GROWING PAINS Who wants job descriptions? Not most entrepreneurial home improvement contractors, whose first job description was simple: Do everything. But job descriptions can be essential in helping contractors ease the inevitable growing pains of a successful business, human resources professionals say.
Written job descriptions, “serve as a baseline for outlining minimum qualifications and expectations of duties to be performed,” says John Sweeney, human resources knowledge advisor with the Society for Human Resource Management, in Alexandria, Va. They also help to manage and evaluate performance and chart career paths in an organization by allowing managers to hold employees accountable. After all, how can you know if you're doing your job well if you're not sure what that job actually is? But job descriptions should not be cast in stone, Sweeney adds. Writing them is “a process, not an event.”

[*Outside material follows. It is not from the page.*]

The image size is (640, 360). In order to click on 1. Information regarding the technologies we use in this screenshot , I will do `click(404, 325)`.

PERIODIC REASSESSMENT At Frey Construction & Home Improvement, in Prairie du Sac, Wis., owner Scot Frey and his managers, “reassess everything twice a year,” including the job descriptions they wrote jointly a few years ago, Frey says. “We're constantly fine-tuning to make sure everyone knows their job responsibilities.”
Contractors who make time for the process say it pays clear dividends. Not only do job descriptions spell out expectations for employees, they “take away the scare of not knowing how an employee will be replaced when or if they leave. So employees don't have as much leverage on us,” Frey says.

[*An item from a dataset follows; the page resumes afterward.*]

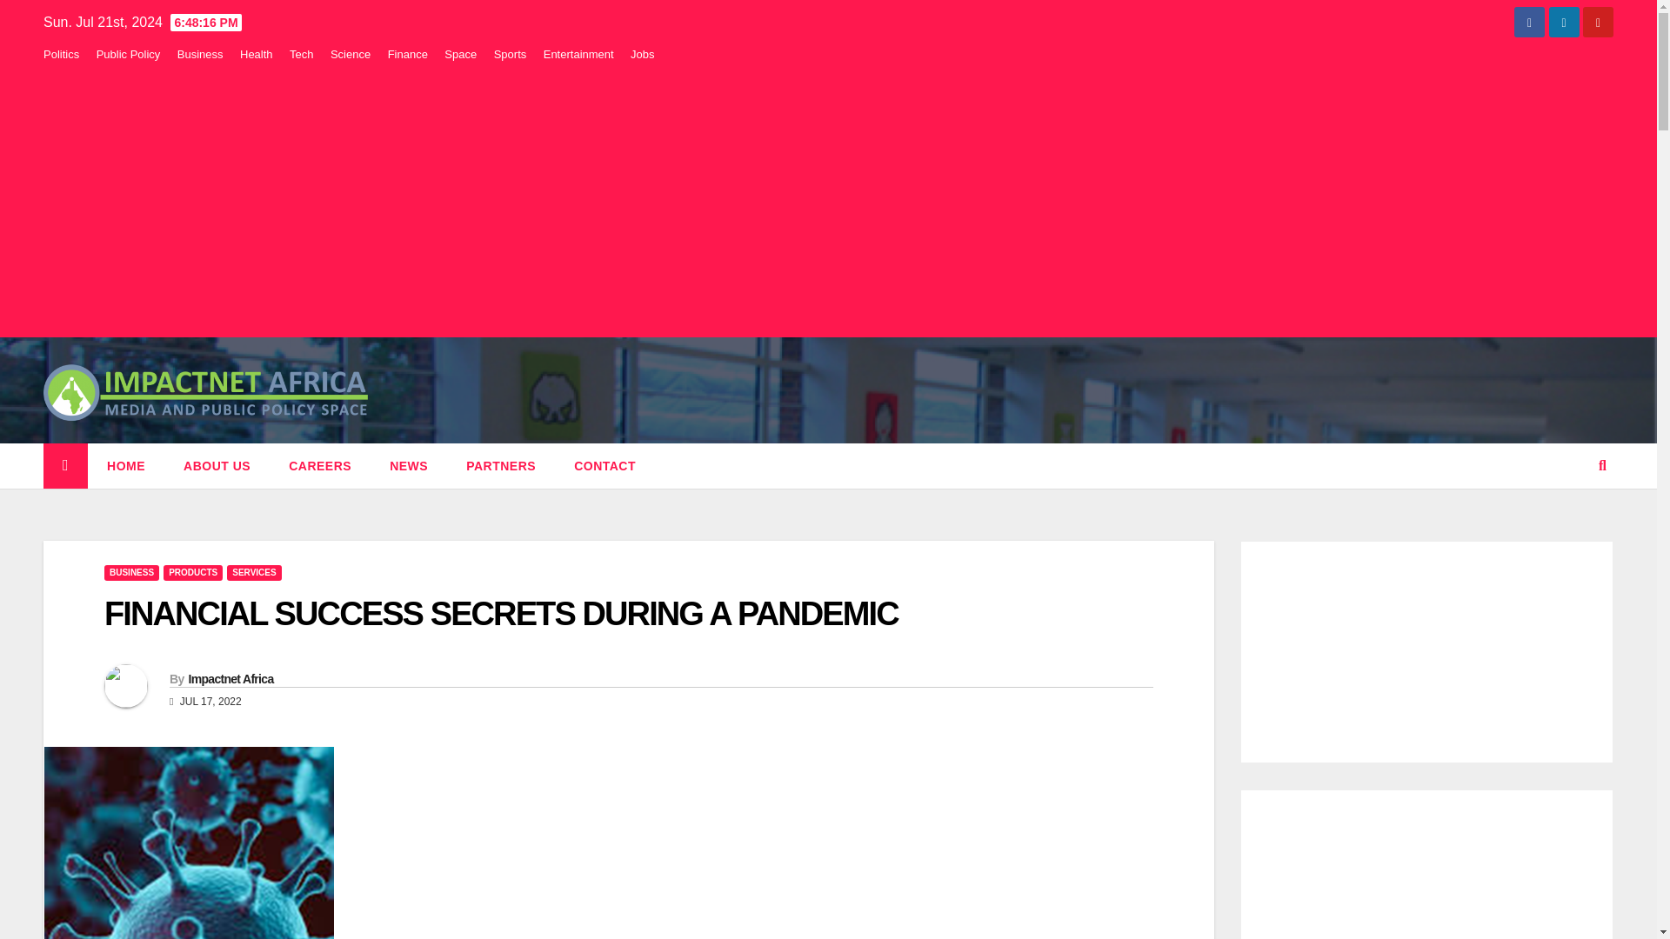  I want to click on CAREERS, so click(320, 465).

Adds Dunbar, “Having job descriptions makes hiring easier because you know what you're looking for. They also help gauge whether an employee is meeting his or her required duties,” he says. And for someone looking to move up in the company, Dunbar says, job descriptions act as a guidepost. “If they have access to a job description for another position, it tells them what to look forward to and what they'll be accountable for,” he says.